1st Edition

Examining Lorraine Hansberry’s A Raisin in the Sun as Counternarrative Understanding the Black Family and Black Students

By Carl A. Grant Copyright 2024
    238 Pages
    by Routledge

    238 Pages
    by Routledge

    Examining Lorraine Hansberry’s A Raisin in the Sun as Counternarrative: Understanding the Black Family and Black Students shows how and why Lorraine Hansberry’s play, A Raisin in the Sun, should be used as a teaching tool to help educators develop a more accurate and authentic understanding of the Black Family.

    The purpose of this book is to help educators develop a greater awareness of Black children and youth’s, humanity, academic potential and learning capacity, and for teachers to develop the consciousness to disavow white supremacy, American exceptionalism, myths, racial innocence, and personal absolution within the education system. This counternarrative responds to the flawed and racist perceptions, stereotypes, and tropes that are perpetuated in schools and society about the African American family and Black students in US schools. It is deliberative and reverberating in addressing anti-Black racism. It argues that, if Education is to be reimagined through a social justice structure, teachers must be educated with works that include Black artists and educators, and teachers must be committed to decolonizing their own minds.

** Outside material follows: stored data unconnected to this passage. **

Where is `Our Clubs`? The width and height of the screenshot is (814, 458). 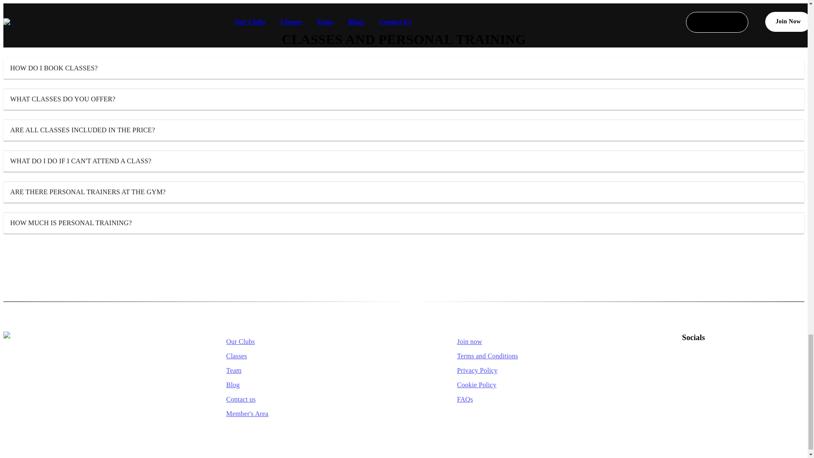
Our Clubs is located at coordinates (322, 341).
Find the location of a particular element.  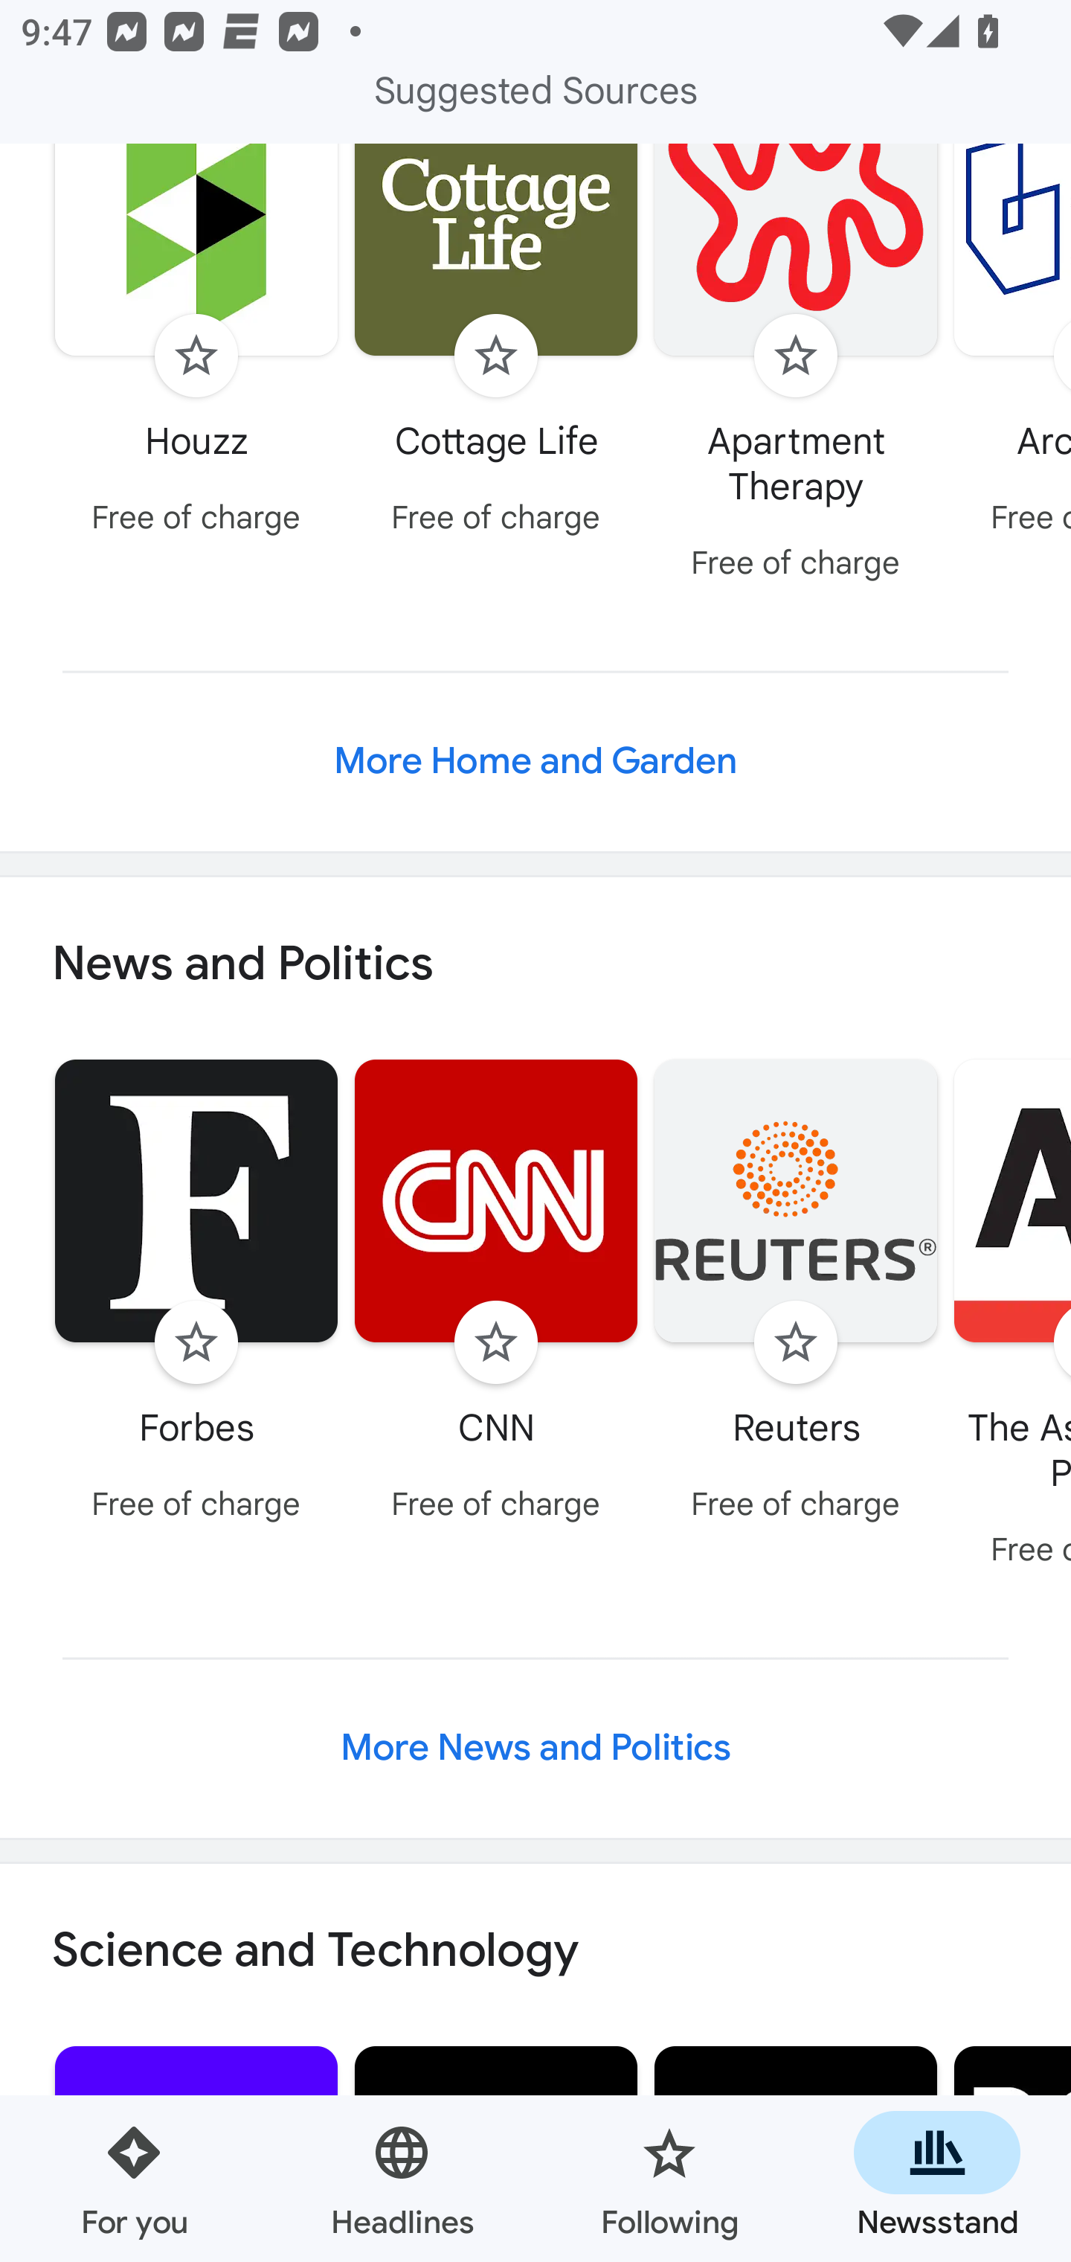

Newsstand is located at coordinates (938, 2179).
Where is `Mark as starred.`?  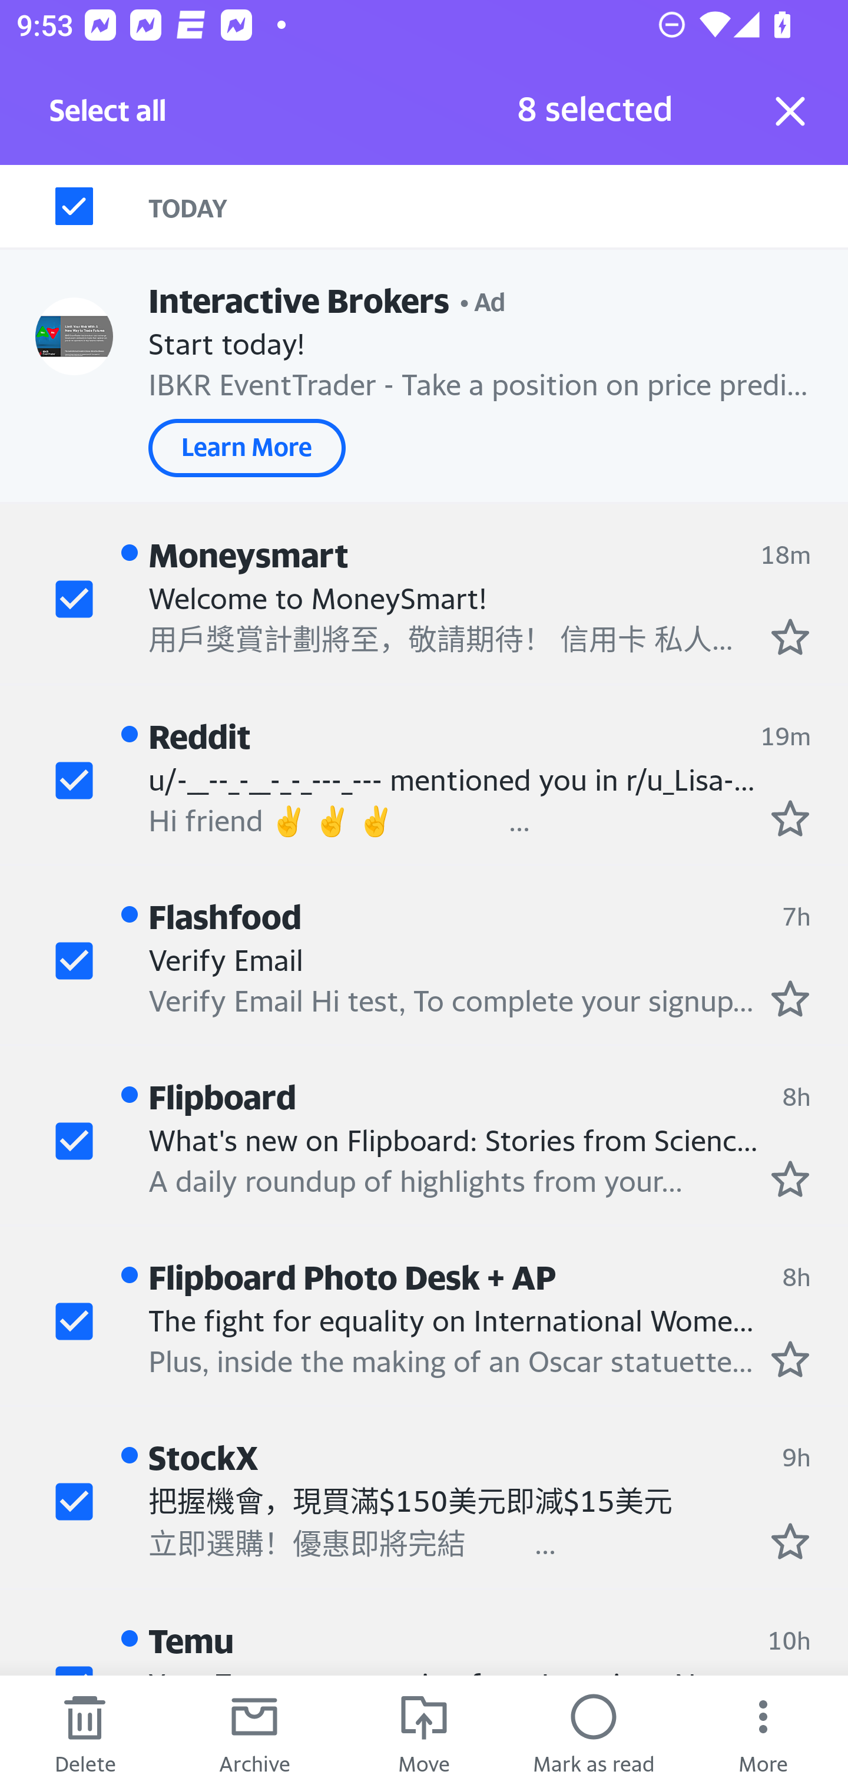 Mark as starred. is located at coordinates (790, 998).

    Examining Lorraine Hansberry’s A Raisin in the Sun as Counternarrative: Understanding the Black Family and Black Students is important reading for undergraduate and postgraduate courses in Educational Foundations, Curriculum and Instruction, Education Policy, Multicultural Education, Social Justice Education, and Black Studies. It will also be beneficial reading for in-service educators.

    Acknowledgements

    Preface

    Chapter One: "Write if you will but Write About the World As It Is and As You Think It Ought to Be…"

    Chapter Two: Invisibility and Visibility: Do You See Me? Do You Want to?

    Chapter Three: Representation Matters: Black Body, Black Family, Black Life and Reasoning Raisin

    Chapter Four: Teachers’ Talk after Watching Raisin, Lorraine, Yesterday into Today and Life Bio

    Chapter Five: A Raisin in the Sun, Words and Work of Lorraine Hansberry

    Chapter Six: On Being "Young, Gifted, and Black"

     

    Biography

    Carl A. Grant is Hoefs-Bascom Professor in the Department of Curriculum and Instruction and former Chair of the Afro American Studies Department at the University of Wisconsin-Madison, USA. He has authored or edited more than fifty books. Professor Grant's recent books includes James Baldwin and The American Schoolhouse (2021); Du Bois and Education (2018) and Black Intellectual Thought in Education, (Sept. 2015) Routledge (with Keffrelyn and Anthony Brown); and The Moment: Barack Obama, Jeremiah Wright and the Firestorm at Trinity United Church of Christ (with Shelby Grant) 2013, Rowman & Littlefield.